As fatigue sets in during a run, the shoulders become tense and the arm swing diminishes. Consequently, the upper body compensates excessively and twists from side to side.
If you twist too much, things can quickly take a turn for the worse. You will disconnect from your pelvis, your hips will sink with every step, and you will observe that you scrape your calves every few strides. I have certainly observed how unclean my calves can become after a lengthy run!
The Stable Arm Drill
What is the solution to avoiding the loss of a proper arm swing when fatigue sets in? The stable arm drill can help. By removing arm swing, this exercise concentrates on stability and rotation, which safeguards the hips. Here’s a step-by-step guide:
- Jog lightly in place. Notice how your arms naturally assume a contralateral movement–they move the opposite direction of your legs.
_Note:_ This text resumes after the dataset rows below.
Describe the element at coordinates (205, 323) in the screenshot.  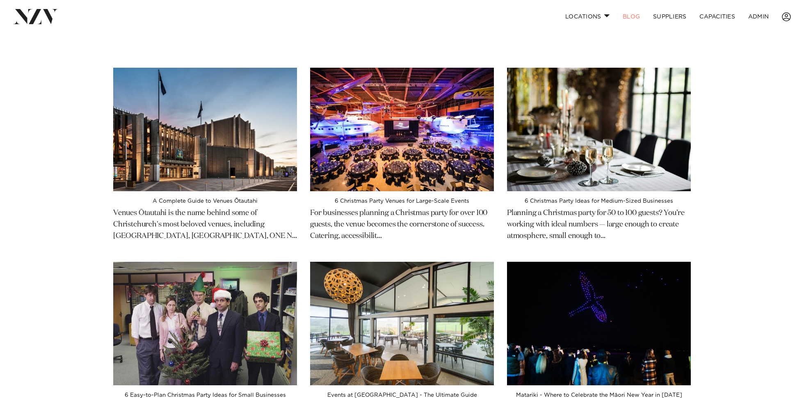
I see `img: 6 Easy-to-Plan Christmas Party Ideas for Small Businesses` at that location.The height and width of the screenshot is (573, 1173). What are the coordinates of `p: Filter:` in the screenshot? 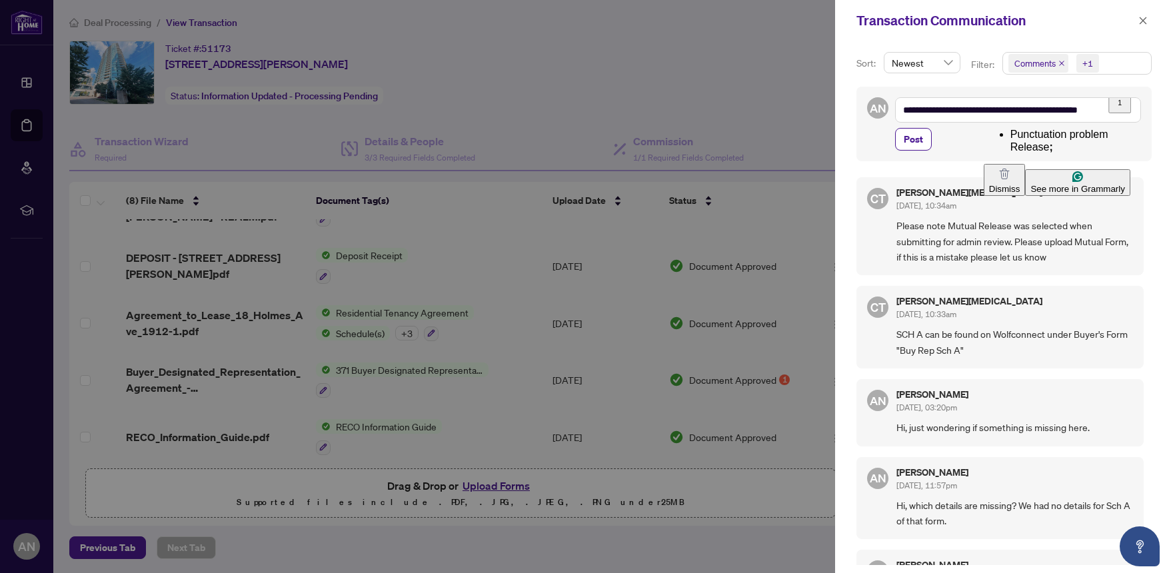 It's located at (984, 65).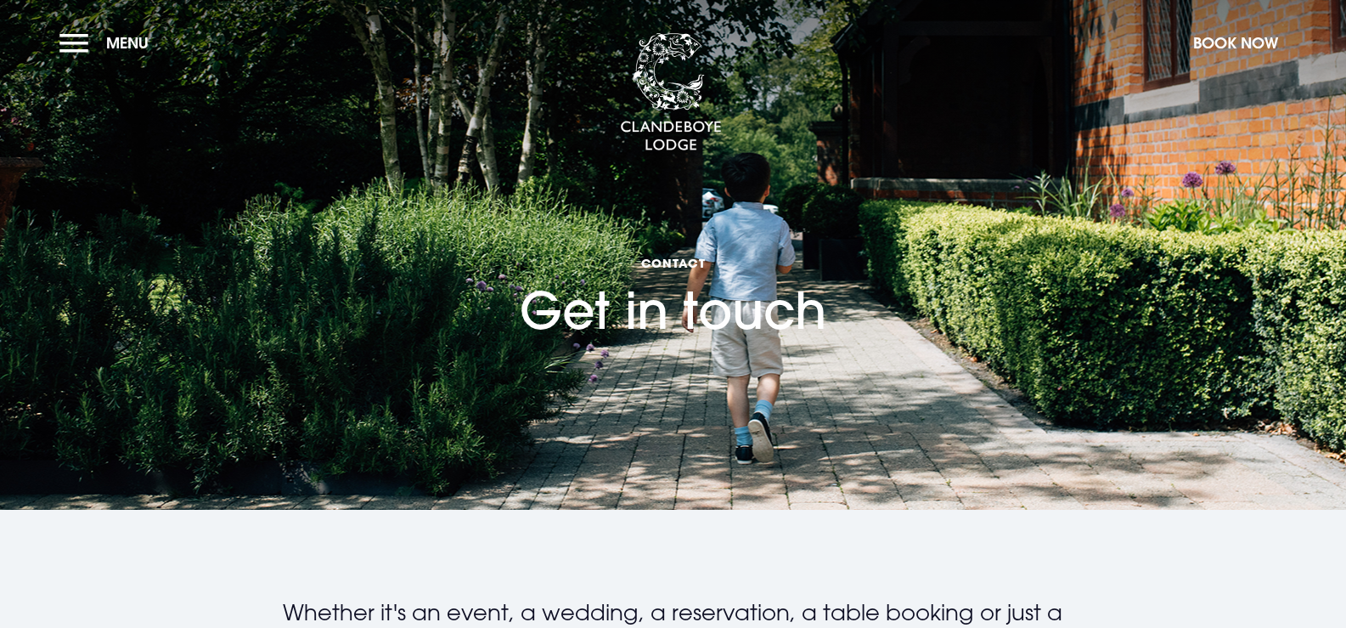 Image resolution: width=1346 pixels, height=628 pixels. What do you see at coordinates (671, 93) in the screenshot?
I see `img: Clandeboye Lodge` at bounding box center [671, 93].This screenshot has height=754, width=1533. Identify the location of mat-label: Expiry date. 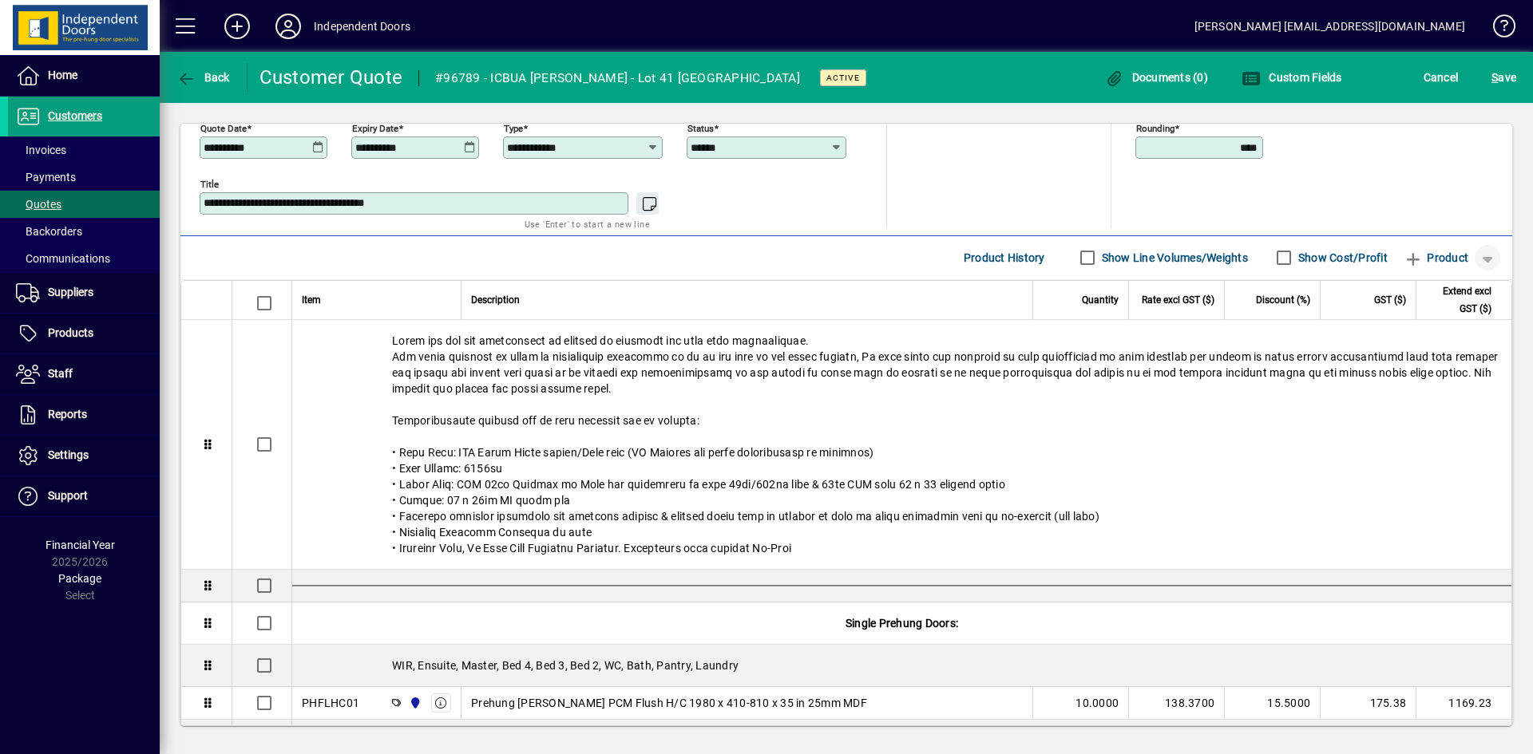
(375, 128).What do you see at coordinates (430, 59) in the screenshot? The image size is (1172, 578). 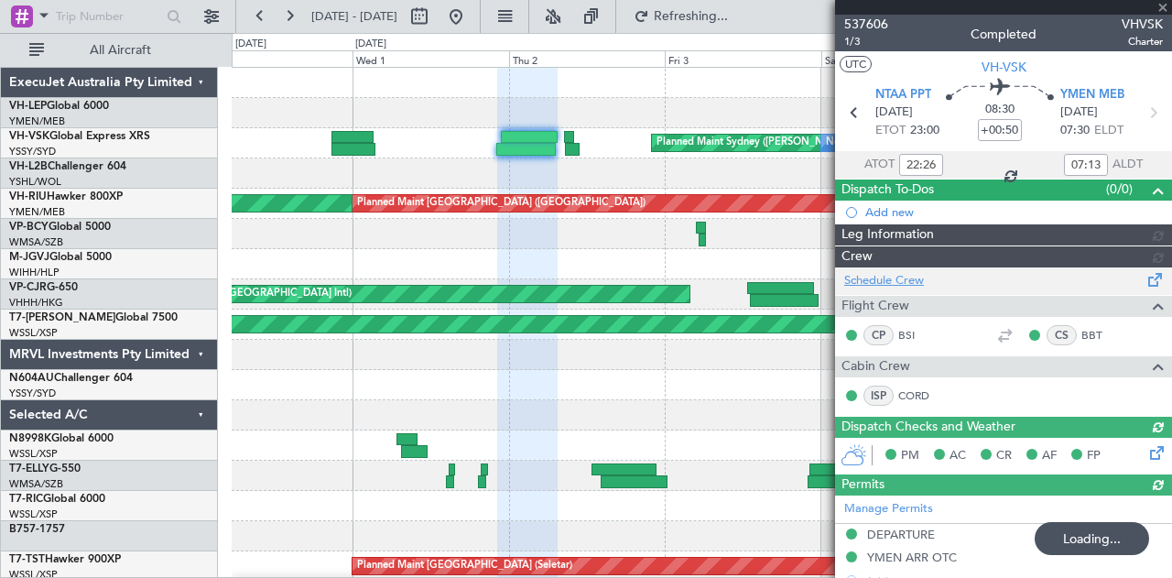 I see `div: Wed 1` at bounding box center [430, 59].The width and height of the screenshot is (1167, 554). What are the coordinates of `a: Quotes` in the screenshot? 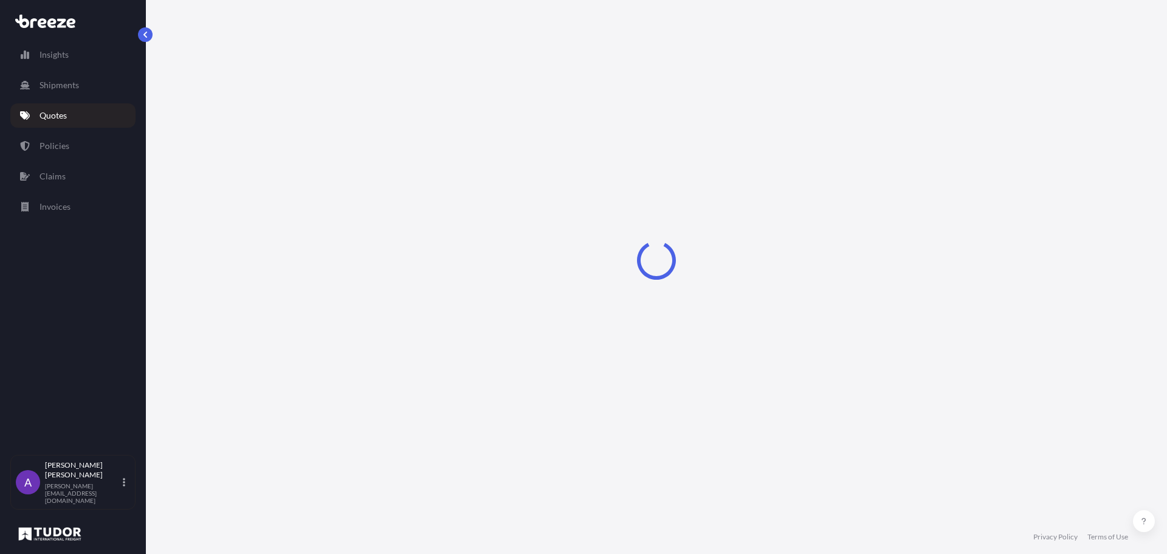 It's located at (73, 116).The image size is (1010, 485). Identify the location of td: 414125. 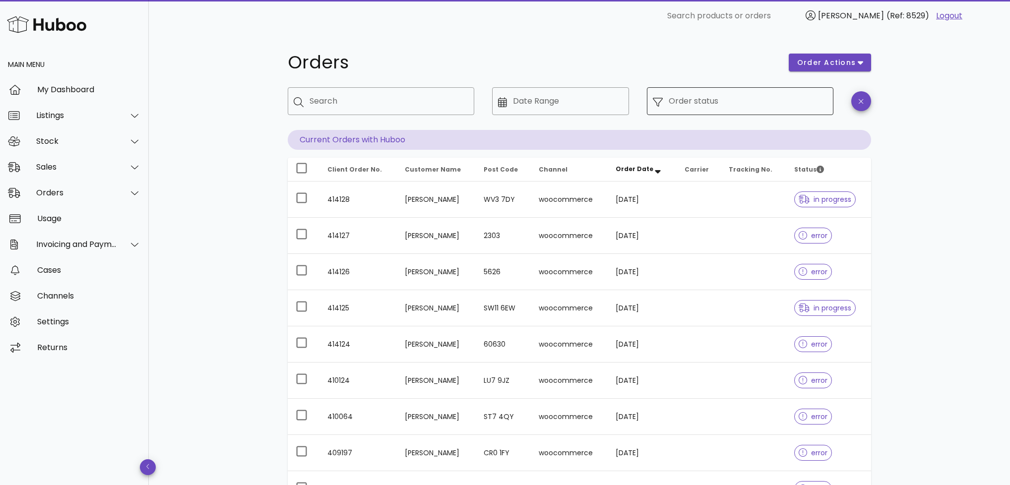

- This will feel silly, but it helps. Run with your arms out straight (imagine Frankenstein running) for 20 meters or about 15-20 seconds.
- You’ll notice that your upper body starts to twist because your arms aren’t moving. Now, your goal is to minimize as much twisting as possible.
- Stabilize your core and make sure you’re running tall. Keep it tight!
- Repeat this exercise three times.
- We’re not through with this one yet! Do three more rounds–but this time, put your hands together in front of you. It makes it even more challenging to keep your upper body from twisting, but it’s great practice.
Upon resuming the motion of allowing your arms to sway, you will promptly realize its importance. Rehearse this exercise a few times each week to refresh your memory on proper running form for when weariness strikes.
Focus From the Bottom Up
Having developed an understanding of how a good arm swing can benefit your posture, let’s shift our attention to starting from the bottom to prevent what is known as “tightroping”. This occurs when you over-rotate, causing your legs to appear as if you are walking on a narrow tightrope. At times, I have even stumbled after completing a long run due to tightroping.
Simply find a line to track beside while driving on the road, but be sure to avoid using a double yellow line.
The White Line Drill
- Choose a course that has a line on the side to use as a marker for your feet.
- When you stand naturally, your feet are usually about hip-width apart. When you’re running, your feet should land with a bit of space between them.
- Use the line to make sure you’re feet are straddling the line with each stride. This helps prevent over-rotation–which causes that “tightroping” stride.
- Don’t go too wide–you know the stride is too wide if you feel like you’ve just gotten off a horse!
- Straddle the line for 30-60 seconds. Repeat for three to five rounds.
Incorporate these two simple drills into your running schedule every week to encourage proper form and mobility. Looking for running form tips for beginner runners? Check out this article for the best advice.